Everyone has seen the recent news of the outage caused by a bad update to the CrowdStrike Agents. This is a good time for everyone to take stock of their own IT systems, disaster planning, and security configurations. First, if you follow Sher-Tech you know that we are generally don’t recommend companies use services like CrowdStrike, because of the danger of this very incident and how catastrophic it can be. It will take a lot of time and manual work for organizations to recover their full system and bring every last endpoint online. There is certainly a business case where the risk of such a catastrophic outcome is outweighed by the more general risks presented by remote workers, work from home, and general employee security configurations. Large enterprises with tens of thousands of endpoints need automated tools to assist them with managing such large systems. However, everyone should be prepared for an event where a third-party system has an issue which causes a total loss of services, in this case, the actual servers and endpoints. Recovering quickly from such a catastrophic event is the responsibility of every board member and executive manager. I strongly encourage everyone to review their own disaster planning and IT systems to help identify single points of failure such as the one presented in today’s CrowdStrike incident.
Secondly, I want to take a moment to highlight some of the ways something like this happens. To be clear, I have no insider knowledge of CrowdStrike and no specific knowledge of how this incident occurred. However, I will point out that this incident could likely have been prevented by simple, human testing in a sandbox environment. More and more I see software companies moving to AI and other “automated” code review and testing practices before pushing production code into development and onto customers. This is inadequate and fails to capture how software and hardware interact with each other and how various other software installations can interact with each other. Given that as far as I am aware every single CrowdStrike endpoint is offline, this is a software issue that should have been caught before entering production. But that’s not what I want to focus on, what I want to focus on is how a business, especially a large business like CrowdStrike, falls into these errors.
We have spoken at length on our podcast and in our blog about culture, and how important corporate culture is to business security. Cutting costs on testing and sandboxing before delivery is an example of short-sighted culture. Whatever the cause of this specific incident, I am certain that the root cause is a failure of leadership from the top down. Someone has prioritized speed and cost savings over good code, best practices, and a good product. I hope that rather than blaming some poor developer, senior management takes a good hard look in the mirror at how they have fostered a culture that permitted this to happen. Your reputation is the single most important and valuable asset you have as a company. Protecting your reputation should be your number one priority, no matter the cost, and no matter the time, because once lost, it takes years to recover. The single most important take-away for everyone from this incident is that if it can happen to a business like CrowdStrike, it can happen to you, and you may not have the resources CrowdStrike has to recover. Everyone should be taking a look at their corporate culture and ensuring they have the checks and balances in place to prevent, detect, and correct human error, verify the quality of products, and foster strong teams that work together to protect the organization and your reputation.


Only the lines holding the string "percentage" are needed; copy each of them from the data.

= Beginning of Section =

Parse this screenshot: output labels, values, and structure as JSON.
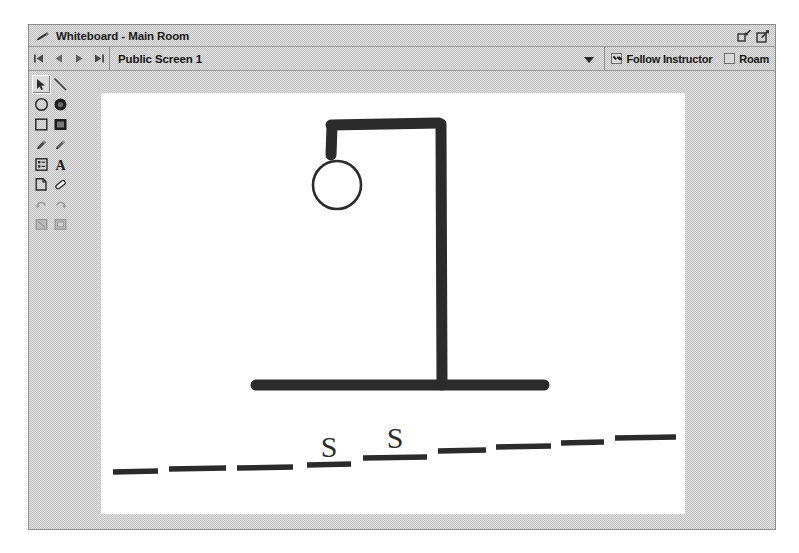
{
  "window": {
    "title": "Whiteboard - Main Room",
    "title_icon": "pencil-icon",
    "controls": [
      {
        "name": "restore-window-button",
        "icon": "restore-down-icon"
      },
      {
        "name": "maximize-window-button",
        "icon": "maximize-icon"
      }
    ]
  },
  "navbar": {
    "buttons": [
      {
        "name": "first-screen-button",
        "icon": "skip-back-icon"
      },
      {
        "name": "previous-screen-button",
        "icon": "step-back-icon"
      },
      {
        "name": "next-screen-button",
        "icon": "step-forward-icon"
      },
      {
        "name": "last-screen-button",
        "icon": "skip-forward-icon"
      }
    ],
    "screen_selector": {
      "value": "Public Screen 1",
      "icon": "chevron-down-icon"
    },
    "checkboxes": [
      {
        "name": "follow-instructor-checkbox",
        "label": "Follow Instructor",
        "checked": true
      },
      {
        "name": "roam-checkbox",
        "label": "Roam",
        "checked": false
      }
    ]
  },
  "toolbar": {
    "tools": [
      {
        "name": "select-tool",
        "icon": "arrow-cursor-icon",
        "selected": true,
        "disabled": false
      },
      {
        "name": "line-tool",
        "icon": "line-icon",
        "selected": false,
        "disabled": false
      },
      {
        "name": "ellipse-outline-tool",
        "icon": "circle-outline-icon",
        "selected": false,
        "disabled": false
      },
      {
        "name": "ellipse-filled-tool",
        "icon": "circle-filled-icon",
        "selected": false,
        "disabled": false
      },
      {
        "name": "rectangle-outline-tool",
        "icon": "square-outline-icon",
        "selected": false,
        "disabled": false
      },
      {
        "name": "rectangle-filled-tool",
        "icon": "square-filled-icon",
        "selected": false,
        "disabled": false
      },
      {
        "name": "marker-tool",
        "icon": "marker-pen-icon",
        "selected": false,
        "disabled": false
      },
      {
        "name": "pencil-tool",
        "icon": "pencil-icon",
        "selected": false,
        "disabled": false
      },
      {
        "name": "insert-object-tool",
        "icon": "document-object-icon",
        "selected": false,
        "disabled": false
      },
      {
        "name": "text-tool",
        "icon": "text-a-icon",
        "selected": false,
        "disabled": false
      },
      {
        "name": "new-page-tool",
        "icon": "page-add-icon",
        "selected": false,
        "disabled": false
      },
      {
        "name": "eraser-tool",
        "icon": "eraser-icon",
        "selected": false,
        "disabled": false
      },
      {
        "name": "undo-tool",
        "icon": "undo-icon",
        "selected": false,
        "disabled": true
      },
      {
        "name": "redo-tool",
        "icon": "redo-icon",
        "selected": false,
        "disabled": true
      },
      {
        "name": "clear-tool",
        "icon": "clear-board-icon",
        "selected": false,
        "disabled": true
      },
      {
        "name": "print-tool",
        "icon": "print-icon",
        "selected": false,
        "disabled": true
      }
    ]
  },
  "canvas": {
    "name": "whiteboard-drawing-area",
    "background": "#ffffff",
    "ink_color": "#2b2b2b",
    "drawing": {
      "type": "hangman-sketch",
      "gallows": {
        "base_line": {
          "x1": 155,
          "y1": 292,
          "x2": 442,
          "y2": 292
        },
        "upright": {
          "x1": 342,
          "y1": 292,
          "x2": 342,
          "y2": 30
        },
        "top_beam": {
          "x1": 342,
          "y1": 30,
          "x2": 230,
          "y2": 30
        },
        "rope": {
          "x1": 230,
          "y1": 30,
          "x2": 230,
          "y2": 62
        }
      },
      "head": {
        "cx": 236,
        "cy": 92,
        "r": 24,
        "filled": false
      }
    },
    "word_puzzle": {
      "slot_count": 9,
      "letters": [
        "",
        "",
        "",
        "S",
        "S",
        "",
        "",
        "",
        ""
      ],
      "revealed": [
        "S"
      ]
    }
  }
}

= End of Section =
= Beginning of Section =

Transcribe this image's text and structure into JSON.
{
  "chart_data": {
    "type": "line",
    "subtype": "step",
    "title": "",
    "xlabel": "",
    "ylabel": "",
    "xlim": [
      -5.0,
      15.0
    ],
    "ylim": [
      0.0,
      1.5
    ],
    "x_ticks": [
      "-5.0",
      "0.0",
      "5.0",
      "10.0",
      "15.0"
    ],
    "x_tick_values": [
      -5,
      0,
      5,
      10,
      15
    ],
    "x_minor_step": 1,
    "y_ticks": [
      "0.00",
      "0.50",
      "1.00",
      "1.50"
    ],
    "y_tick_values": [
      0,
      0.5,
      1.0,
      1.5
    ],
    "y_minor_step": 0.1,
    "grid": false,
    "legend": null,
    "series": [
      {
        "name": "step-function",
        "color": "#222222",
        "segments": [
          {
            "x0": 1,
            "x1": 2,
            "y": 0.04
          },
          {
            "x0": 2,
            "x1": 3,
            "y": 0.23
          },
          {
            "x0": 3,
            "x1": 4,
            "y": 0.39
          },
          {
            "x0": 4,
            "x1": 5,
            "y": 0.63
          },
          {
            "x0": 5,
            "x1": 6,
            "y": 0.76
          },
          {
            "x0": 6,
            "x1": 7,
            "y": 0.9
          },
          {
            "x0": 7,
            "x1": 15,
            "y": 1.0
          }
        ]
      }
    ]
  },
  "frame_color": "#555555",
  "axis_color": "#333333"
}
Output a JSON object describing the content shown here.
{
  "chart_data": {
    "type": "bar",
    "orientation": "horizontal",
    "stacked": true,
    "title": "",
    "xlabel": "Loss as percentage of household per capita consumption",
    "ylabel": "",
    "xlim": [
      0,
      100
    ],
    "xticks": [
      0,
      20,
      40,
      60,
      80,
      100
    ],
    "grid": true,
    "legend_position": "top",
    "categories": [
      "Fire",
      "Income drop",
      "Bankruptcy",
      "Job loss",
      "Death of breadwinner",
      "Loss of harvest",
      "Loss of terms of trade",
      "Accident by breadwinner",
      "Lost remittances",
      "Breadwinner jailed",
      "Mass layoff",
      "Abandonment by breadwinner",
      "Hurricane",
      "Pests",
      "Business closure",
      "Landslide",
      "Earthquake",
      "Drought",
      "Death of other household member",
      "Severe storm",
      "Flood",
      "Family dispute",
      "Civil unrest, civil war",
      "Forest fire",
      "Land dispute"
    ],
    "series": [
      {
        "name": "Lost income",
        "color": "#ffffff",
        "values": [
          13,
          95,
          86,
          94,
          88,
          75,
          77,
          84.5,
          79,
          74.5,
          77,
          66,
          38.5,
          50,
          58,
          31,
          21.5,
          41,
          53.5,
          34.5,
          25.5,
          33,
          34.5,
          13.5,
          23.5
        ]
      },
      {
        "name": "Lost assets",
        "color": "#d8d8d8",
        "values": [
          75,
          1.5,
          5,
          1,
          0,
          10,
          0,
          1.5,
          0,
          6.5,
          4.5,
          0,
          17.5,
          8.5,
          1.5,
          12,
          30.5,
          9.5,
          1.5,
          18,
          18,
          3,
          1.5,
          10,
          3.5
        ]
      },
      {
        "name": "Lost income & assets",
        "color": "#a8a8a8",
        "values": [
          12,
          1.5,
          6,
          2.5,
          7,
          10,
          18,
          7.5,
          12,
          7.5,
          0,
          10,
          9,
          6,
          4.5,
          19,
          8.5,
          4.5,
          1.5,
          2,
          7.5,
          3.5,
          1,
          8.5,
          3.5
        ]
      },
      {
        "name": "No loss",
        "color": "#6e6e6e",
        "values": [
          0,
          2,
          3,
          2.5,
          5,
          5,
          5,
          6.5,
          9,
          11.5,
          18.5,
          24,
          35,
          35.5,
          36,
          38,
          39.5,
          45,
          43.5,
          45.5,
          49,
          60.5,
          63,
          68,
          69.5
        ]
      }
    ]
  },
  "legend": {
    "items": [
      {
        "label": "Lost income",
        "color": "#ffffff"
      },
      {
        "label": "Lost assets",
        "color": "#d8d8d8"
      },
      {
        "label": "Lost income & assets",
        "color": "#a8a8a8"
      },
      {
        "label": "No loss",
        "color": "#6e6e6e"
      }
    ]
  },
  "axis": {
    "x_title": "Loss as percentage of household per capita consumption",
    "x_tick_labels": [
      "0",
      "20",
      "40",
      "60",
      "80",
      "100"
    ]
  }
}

= End of Section =

| Solution for this task |
    "xlabel": "Loss as percentage of household per capita consumption",
    "x_title": "Loss as percentage of household per capita consumption",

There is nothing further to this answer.